During his extensive travels and research in New Guinea, Diamond has observed a similar phenomenon among traditional societies there. The concept, indeed, of friendship, in the sense of "people we like" and with whom we "share interests," is foreign. Instead one finds commonality on the basis of "whether one's group is politically allied with the other person's group." At one particularly self-revealing moment in Diamond's account, he says, referring to the concept of friendship: "I was astonished to realize that I had been making an incorrect assumption of supposed human universals that It hadn't even occurred to me to question."

Diamond's analysis of traditional societies provides valuable insights into our common humanity and fascinating ideas, for example about child-rearing, that we would do well to study, perhaps even imitate. But when it comes to stranger aversion, the resonance between the insularity and tribal-affiliations of traditional societies and certain aspects of modern culture and politics in the United States are disturbing.

I confess that there are times when I am surprised, for instance during an election cycle, of the similarities between bitterly divisive political ads in the three regions where I have roots: Kentucky; Georgia; and Texas. I'm sure the same can be said of political ads in virtually every state of the Union, but I know from personal experience that in all three of these "markets" I have seen political ads that reassure the viewer (often in a deep, well-modulated, but "folksy" voice): "The people of [fill in the name of your local tribe] are hard-working, family-minded people. We use our common sense. We go to church on Sunday, we love and care for our children and our elders, and still value the things that matter." By implication, people from other tribes and regions are lazy, irreligious, lacking in common sense, don't love their families, don't care for children or old folks, and have rotten values. There's a version of "thinking local" that is really just an expression of tribalism, in other words, and it is neither very attractive, nor productive, nor conducive to our basic humanity.
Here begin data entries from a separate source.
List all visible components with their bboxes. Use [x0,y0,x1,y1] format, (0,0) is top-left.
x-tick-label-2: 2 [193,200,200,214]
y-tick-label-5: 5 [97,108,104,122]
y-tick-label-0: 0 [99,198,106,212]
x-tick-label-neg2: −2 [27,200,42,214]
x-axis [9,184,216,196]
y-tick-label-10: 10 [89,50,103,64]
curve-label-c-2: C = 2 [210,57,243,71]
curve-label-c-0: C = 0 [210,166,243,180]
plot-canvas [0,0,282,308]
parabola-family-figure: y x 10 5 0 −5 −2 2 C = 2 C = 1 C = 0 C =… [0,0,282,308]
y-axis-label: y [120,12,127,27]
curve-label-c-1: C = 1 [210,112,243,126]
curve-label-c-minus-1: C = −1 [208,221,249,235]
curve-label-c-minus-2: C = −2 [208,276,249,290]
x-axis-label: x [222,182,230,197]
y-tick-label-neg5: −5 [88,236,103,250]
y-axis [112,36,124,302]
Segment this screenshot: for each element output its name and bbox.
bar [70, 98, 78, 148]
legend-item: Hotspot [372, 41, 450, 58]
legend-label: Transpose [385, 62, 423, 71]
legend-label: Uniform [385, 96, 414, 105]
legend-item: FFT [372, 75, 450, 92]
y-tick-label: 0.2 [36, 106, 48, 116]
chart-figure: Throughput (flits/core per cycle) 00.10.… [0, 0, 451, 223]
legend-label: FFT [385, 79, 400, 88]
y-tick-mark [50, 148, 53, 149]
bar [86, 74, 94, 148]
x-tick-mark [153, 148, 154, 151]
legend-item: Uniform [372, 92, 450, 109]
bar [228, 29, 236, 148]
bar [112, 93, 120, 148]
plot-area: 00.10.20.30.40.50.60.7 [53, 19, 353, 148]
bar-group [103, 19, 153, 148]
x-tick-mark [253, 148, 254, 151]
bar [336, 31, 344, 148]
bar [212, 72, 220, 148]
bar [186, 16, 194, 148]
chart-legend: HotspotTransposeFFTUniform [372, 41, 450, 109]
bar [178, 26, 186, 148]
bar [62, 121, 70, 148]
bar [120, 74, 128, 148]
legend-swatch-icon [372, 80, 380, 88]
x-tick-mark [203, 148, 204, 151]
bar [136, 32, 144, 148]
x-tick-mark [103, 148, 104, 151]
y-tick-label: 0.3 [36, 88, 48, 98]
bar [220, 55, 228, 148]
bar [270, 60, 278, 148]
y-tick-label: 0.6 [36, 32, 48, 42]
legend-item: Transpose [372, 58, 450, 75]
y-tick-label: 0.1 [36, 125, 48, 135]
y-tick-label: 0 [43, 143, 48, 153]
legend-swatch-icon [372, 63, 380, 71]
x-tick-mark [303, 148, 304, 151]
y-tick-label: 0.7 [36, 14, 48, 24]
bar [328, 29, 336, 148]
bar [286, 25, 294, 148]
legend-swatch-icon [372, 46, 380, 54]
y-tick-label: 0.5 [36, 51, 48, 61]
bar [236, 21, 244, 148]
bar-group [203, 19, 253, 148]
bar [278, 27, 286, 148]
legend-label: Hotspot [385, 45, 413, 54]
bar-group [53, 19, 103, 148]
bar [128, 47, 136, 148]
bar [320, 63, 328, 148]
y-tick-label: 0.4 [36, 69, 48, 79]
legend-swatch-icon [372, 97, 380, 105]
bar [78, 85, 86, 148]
Reading Diamond's study, I reflected anew on one of the most formative books of the twentieth century, Martin Buber's classic I and Thou. This remarkable book shaped the thinking of generations of theologians, philosophers, cultural students and political thinkers, its terminology entering the mainstream of our speech. Buber challenges us to move beyond making "objects" of other people, projecting onto them our assumptions and stereotypes or simply using them to promote our own agendas, to see and hear and understand other persons as living subjects, as "thou" in relation to "I." By so doing, we reflect the fundamental "I and Thou" relationship between God and each of us.
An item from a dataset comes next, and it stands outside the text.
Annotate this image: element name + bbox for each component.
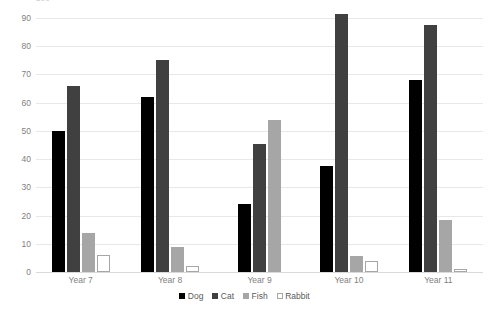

There seems to be an act of intellectual empathy that precedes and makes possible the emotional empathy needed to transcend a tribal aversion to strangers. Once we can fathom that every other person, however different, however distant, is also made in God's image, indeed, that the image of God is most fully reflected in our being in relationship, then we are empowered to imagine what it means to be both human and different. There's no real virtue in loving those who are just like us and who serve our interests, at least according to Jesus of Nazareth; virtue lies in loving those who are different, even potentially troublesome. Maybe Jesus knew a thing or two about overcoming the destructive power of tribes.